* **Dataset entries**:

· · · · ·

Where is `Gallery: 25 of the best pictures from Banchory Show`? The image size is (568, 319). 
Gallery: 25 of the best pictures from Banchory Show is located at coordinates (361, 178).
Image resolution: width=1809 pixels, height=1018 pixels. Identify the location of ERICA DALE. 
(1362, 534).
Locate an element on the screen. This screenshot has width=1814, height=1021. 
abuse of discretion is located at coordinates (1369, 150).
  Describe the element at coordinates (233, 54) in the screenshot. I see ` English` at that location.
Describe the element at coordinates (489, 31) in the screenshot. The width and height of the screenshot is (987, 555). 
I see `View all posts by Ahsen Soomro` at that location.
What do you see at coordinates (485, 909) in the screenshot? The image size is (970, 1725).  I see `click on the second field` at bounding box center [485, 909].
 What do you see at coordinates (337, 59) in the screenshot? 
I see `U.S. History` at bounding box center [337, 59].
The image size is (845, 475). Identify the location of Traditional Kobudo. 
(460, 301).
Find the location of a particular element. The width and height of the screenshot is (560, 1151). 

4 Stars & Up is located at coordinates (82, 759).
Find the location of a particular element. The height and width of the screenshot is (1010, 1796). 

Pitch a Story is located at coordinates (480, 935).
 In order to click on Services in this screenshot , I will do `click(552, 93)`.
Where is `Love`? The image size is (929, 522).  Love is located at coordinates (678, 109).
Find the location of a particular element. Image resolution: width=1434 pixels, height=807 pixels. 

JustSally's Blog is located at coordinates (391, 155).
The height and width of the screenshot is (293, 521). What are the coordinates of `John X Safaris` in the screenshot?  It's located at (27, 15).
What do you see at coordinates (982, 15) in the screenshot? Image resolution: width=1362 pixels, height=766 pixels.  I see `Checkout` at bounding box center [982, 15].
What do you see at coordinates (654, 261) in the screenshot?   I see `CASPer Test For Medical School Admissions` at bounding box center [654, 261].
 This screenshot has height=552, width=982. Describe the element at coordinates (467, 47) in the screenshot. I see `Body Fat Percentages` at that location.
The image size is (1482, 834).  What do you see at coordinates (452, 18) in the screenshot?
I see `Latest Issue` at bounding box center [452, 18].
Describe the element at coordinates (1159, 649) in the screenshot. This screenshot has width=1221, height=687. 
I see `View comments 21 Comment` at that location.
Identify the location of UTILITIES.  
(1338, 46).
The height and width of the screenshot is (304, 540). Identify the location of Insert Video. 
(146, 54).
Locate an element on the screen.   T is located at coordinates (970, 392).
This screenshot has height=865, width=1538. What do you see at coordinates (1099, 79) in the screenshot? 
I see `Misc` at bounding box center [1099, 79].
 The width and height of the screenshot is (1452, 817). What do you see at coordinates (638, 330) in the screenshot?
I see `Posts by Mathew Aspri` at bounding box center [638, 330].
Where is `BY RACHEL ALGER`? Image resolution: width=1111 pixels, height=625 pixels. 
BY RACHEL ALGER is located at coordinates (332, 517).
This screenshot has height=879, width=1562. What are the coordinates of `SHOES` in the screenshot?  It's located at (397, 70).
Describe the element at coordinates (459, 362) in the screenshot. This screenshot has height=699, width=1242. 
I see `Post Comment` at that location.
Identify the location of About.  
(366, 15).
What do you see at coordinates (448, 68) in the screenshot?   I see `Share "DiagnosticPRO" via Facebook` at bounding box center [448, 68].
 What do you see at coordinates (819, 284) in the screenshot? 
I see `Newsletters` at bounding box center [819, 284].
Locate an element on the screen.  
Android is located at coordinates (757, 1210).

· · · · ·

* **Exercise**: Count up the lines in the records where the string "click" appears. Your reply is that number alone.

* **Solution below**: 2